October 12 2012. Ruthven Park, Cayuga ON. It was just about a year ago (November 9th. actually) that I wrote about a brief encounter with Pine Siskins in my back yard. That was about my only sighting of siskins last winter. They are generally a northern bird that moves south somewhat irregularly and in varying numbers each winter, so it was some hopeful anticipation that I read a day or two ago of a sizeable incursion of Pine Siskins moving down the Atlantic seaboard.
Today I returned my familiar haunts at the bird observatoryand was soon rewarded with the sight of half a dozen Pine Siskins at a feeder just outside the banding lab window. They are on the delicate side for finches, their bills are slim and pointed and well suited to their preferred food of small seeds. They have bright yellow flight feathers which are usually visible (although only just in my photo below). Today I was quite taken by a couple of individuals with really broad and quite vividly coloured yellow on both the wing and upper tail, unfortunately I didn’t get a photo of either of them.
Apart from the Pine Siskins it was a busy day at the observatory. It was bright but blustery and masses of White–throated Sparrows and a few White–crowned Sparrows were feeding in sheltered leafy corners. A beautiful full adult plumage Bald Eagle soared in circles beneath a cumulus ceiling and a Sharp–shinned Hawk, a few Red–tailed Hawks and an Osprey rounded out the raptor collection.
I conducted my customary daily census and was pleased to find a very late Philadelphia Vireo feeding among many Golden–crowned and Ruby–Crowned Kinglets. Either of the Philadelphia Vireo or a single Orange–crowned Warbler might arguably have been my Bird of the Day, but I really got more pleasure from the Pine Siskins.
Finally, a puzzle of physics: I arrived well before sunrise, the sky was clear and the moon and Venus still shining brightly, there was some dampness on the grass and the air temperature was 4 degrees C., Half an hour or so later as the sun rose the temperature dropped and a light frost formed. Why would that be?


Prompt: Working from the listing below, set down every line exactly.

Segment Start: Supplied records

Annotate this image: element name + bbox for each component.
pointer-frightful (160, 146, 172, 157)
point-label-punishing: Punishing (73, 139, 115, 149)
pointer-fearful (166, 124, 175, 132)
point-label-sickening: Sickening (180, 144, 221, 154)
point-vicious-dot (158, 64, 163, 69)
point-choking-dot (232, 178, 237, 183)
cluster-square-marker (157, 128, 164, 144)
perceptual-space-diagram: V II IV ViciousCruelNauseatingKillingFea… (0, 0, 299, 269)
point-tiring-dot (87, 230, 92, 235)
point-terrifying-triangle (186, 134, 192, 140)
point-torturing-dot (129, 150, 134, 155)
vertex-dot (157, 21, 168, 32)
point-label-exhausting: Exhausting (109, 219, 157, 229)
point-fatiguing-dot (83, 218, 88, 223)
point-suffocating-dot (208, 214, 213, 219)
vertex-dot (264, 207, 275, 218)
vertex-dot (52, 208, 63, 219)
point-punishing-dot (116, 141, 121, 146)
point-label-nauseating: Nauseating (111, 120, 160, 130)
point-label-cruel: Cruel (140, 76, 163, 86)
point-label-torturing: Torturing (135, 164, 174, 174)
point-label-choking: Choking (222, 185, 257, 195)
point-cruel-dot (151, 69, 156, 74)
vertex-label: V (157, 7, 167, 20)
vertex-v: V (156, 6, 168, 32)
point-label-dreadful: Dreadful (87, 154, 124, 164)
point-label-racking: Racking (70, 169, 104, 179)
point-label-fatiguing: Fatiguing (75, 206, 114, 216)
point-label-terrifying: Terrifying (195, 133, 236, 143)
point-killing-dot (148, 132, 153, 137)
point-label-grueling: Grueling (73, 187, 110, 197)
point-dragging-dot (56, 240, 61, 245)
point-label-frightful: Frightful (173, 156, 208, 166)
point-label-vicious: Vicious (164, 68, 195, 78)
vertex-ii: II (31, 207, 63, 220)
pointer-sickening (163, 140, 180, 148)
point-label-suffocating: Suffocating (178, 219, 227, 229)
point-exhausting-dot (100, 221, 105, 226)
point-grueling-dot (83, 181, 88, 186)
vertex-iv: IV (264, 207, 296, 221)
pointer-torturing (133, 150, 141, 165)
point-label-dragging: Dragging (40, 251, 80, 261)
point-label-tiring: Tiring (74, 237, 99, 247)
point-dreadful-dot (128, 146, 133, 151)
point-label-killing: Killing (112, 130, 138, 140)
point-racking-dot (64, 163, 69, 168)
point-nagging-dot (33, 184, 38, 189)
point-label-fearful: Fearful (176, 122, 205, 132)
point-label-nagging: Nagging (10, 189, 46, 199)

Segment End: Supplied records

Result for this task:
Annotate this image: element name + bbox for each component.
pointer-frightful (160, 146, 172, 157)
point-label-punishing: Punishing (73, 139, 115, 149)
pointer-fearful (166, 124, 175, 132)
point-label-sickening: Sickening (180, 144, 221, 154)
point-vicious-dot (158, 64, 163, 69)
point-choking-dot (232, 178, 237, 183)
cluster-square-marker (157, 128, 164, 144)
perceptual-space-diagram: V II IV ViciousCruelNauseatingKillingFea… (0, 0, 299, 269)
point-tiring-dot (87, 230, 92, 235)
point-terrifying-triangle (186, 134, 192, 140)
point-torturing-dot (129, 150, 134, 155)
vertex-dot (157, 21, 168, 32)
point-label-exhausting: Exhausting (109, 219, 157, 229)
point-fatiguing-dot (83, 218, 88, 223)
point-suffocating-dot (208, 214, 213, 219)
vertex-dot (264, 207, 275, 218)
vertex-dot (52, 208, 63, 219)
point-punishing-dot (116, 141, 121, 146)
point-label-nauseating: Nauseating (111, 120, 160, 130)
point-label-cruel: Cruel (140, 76, 163, 86)
point-label-torturing: Torturing (135, 164, 174, 174)
point-label-choking: Choking (222, 185, 257, 195)
point-cruel-dot (151, 69, 156, 74)
vertex-label: V (157, 7, 167, 20)
vertex-v: V (156, 6, 168, 32)
point-label-dreadful: Dreadful (87, 154, 124, 164)
point-label-racking: Racking (70, 169, 104, 179)
point-label-fatiguing: Fatiguing (75, 206, 114, 216)
point-label-terrifying: Terrifying (195, 133, 236, 143)
point-killing-dot (148, 132, 153, 137)
point-label-grueling: Grueling (73, 187, 110, 197)
point-dragging-dot (56, 240, 61, 245)
point-label-frightful: Frightful (173, 156, 208, 166)
point-label-vicious: Vicious (164, 68, 195, 78)
vertex-ii: II (31, 207, 63, 220)
pointer-sickening (163, 140, 180, 148)
point-label-suffocating: Suffocating (178, 219, 227, 229)
point-exhausting-dot (100, 221, 105, 226)
point-grueling-dot (83, 181, 88, 186)
vertex-iv: IV (264, 207, 296, 221)
pointer-torturing (133, 150, 141, 165)
point-label-dragging: Dragging (40, 251, 80, 261)
point-label-tiring: Tiring (74, 237, 99, 247)
point-dreadful-dot (128, 146, 133, 151)
point-label-killing: Killing (112, 130, 138, 140)
point-racking-dot (64, 163, 69, 168)
point-nagging-dot (33, 184, 38, 189)
point-label-fearful: Fearful (176, 122, 205, 132)
point-label-nagging: Nagging (10, 189, 46, 199)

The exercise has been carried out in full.